• Hokua Place will help Kauau meet growth • Homeless have enough troubles • Sims made a difference for family Hokua Place will help Kauau meet growth This might sound odd to kick off a letter of support, but I am not big
• Hokua Place will help Kauau meet growth • Homeless have enough troubles • Sims made a difference for family
Hokua Place will help Kauau meet growth
This might sound odd to kick off a letter of support, but I am not big on development and generally favor beautiful vast fields of wild growth, especially when developments have already overwhelmed an area. And yet, after reviewing the plans for HoKua Place and evaluating some of the issues that this project hopes to alleviate and lives it anticipates improving, I add my voice of support to this endeavor.
First of all, I really appreciate the effort Hokua Place makes to strengthen the community through diversity, both socioeconomically and developmentally in terms of the types of housing and the uses of extra space. The solar farm and large open spaces built into the design are progressive and will enhance the area.
Another element of this project I appreciate is the acknowledgment and response by the planners to concerns about traffic. Rather than ignoring this issue and trying to eclipse it with an agenda or push beyond it with platitudes, the developers have addressed it with detailed plans that will prevent those problems from ever arising. I especially like the proposed bike and pedestrian overpass!
While we all like to imagine living in a blissfully underpopulated, pristine place, it is important to face the reality that growth is inevitable. To accommodate this growth, the HoKua Place project has created a solid, thorough, thoughtful, informed, forward-looking vision of how to address this issue and is ready to make it happen for the island.
I hope this project is approved
Kelli Isakson, Albuquerque
Homeless have enough troubles
I was listening to NPR yesterday morning on the way to Hilo. Some public representative wants to make islandwide law against homeless people living in Oahu, since if they just ban it incertain areas, the homeless will move to other places. The bill(s) are coming up to a vote soon.
So, this is my advice to all elected officials in regards to this bill: Before you vote on it, take a night or two away from your cushy homes, go out into the city, or the beach, or somewhereand spend some nights. Do not take any comfort items with you, and do not sit or lie down anywhere.
Sara Steiner, Pahoa
Sims made a difference for family
Amazing Dr. Scott Sims, Mahalo Nui for your acts of compassion, dedication, love and overall aloha for Kauai’s pet ohana and those abroad. You have an incredible heart for those you serve and the talent is clear. Listen to this!
Our 7-year-old Chihuahua terrier, Kaya, was unexpectedly diagnosed with Pyometra, a sickness which if you don’t spay/neuter or breed your dog, the uterus then becomes infected by bacteria during heat cycles, of this I have never heard of and was completely dumbfounded. Vet’s option was to immediately pay between $1,500-$1,700 for a 50/50 chance of life/death surgery, or euthanization.
We were completely heartbroken and literally on the verge of taking her back to the vet who diagnosed, to put our baby down so she wouldn’t have to suffer. If my father hadn’t told me to find a second opinion, and if my family hadn’t discovered Sims years ago, when we brought a love bird and Sims fixed her right up in no time, we would have made the biggest mistake of our lives.
Upon finally reaching Sims before calling the wrong number several times, I was thankful to hear him say, “Bring her now!”
He then discovered it was not pyometra at all, but she had now been diagnosed by Sims with anemia. Imagine that! During the ordeal her heart rate quickly dropped and Sims shouted we will lose her now if I don’t breath into the tube connected in her little mouth. In the end, I walked away with a private vet lesson from the man himself and the gratitude for such effort under all circumstances.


PROMPT >> An exact transcription is needed, beginning at the line with "At what (x,y)" and ending at the last line of the listing, with pictures left out and nothing else added.

GIVEN INFORMATION >>
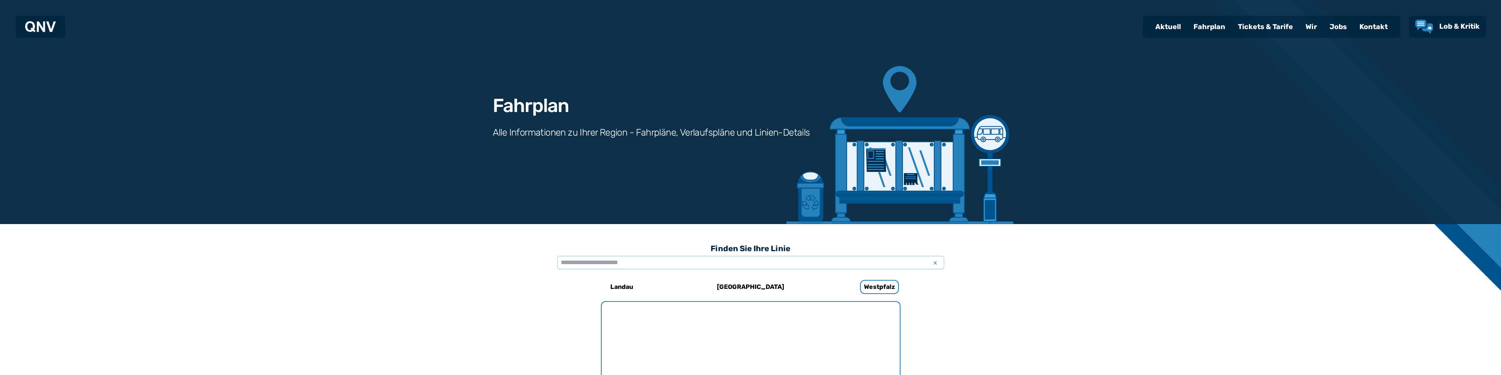 The image size is (1501, 375). I want to click on h3: Alle Informationen zu Ihrer Region - Fahrpläne, Verlaufspläne und Linien-Details, so click(651, 133).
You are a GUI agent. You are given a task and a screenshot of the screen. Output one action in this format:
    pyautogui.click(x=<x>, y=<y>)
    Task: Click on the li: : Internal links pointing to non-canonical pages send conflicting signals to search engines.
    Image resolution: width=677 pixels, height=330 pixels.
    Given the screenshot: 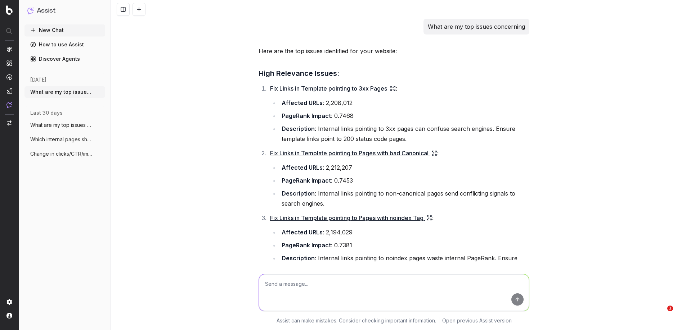 What is the action you would take?
    pyautogui.click(x=404, y=199)
    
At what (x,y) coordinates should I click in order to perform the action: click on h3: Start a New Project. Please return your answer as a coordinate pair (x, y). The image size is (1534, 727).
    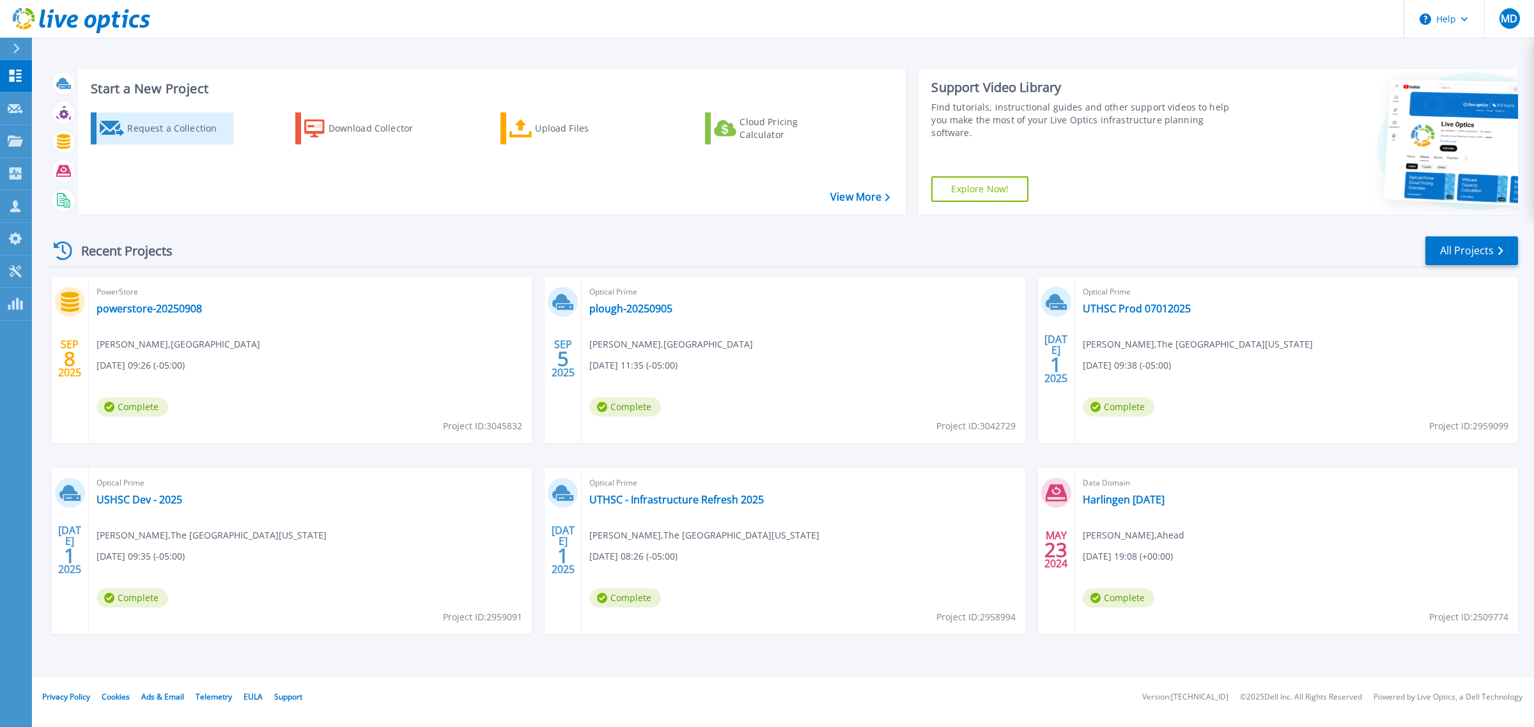
    Looking at the image, I should click on (490, 89).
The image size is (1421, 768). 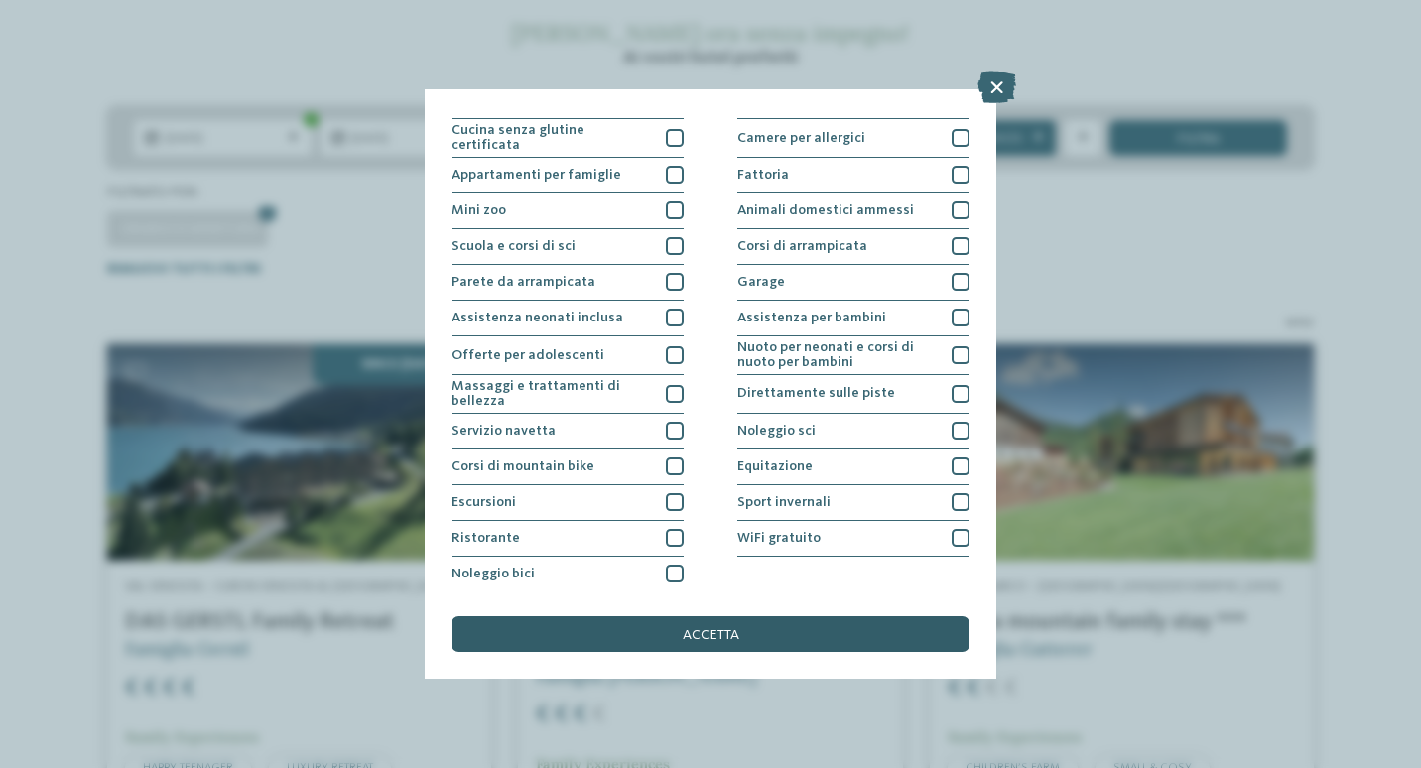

SOLUTION FOR THIS PROBLEM >>
At what (x,y) coordinates should I click in order to perform the action: click on h3: Start a New Project. Please return your answer as a coordinate pair (x, y). The image size is (1534, 727).
    Looking at the image, I should click on (490, 89).
The image size is (1421, 768). 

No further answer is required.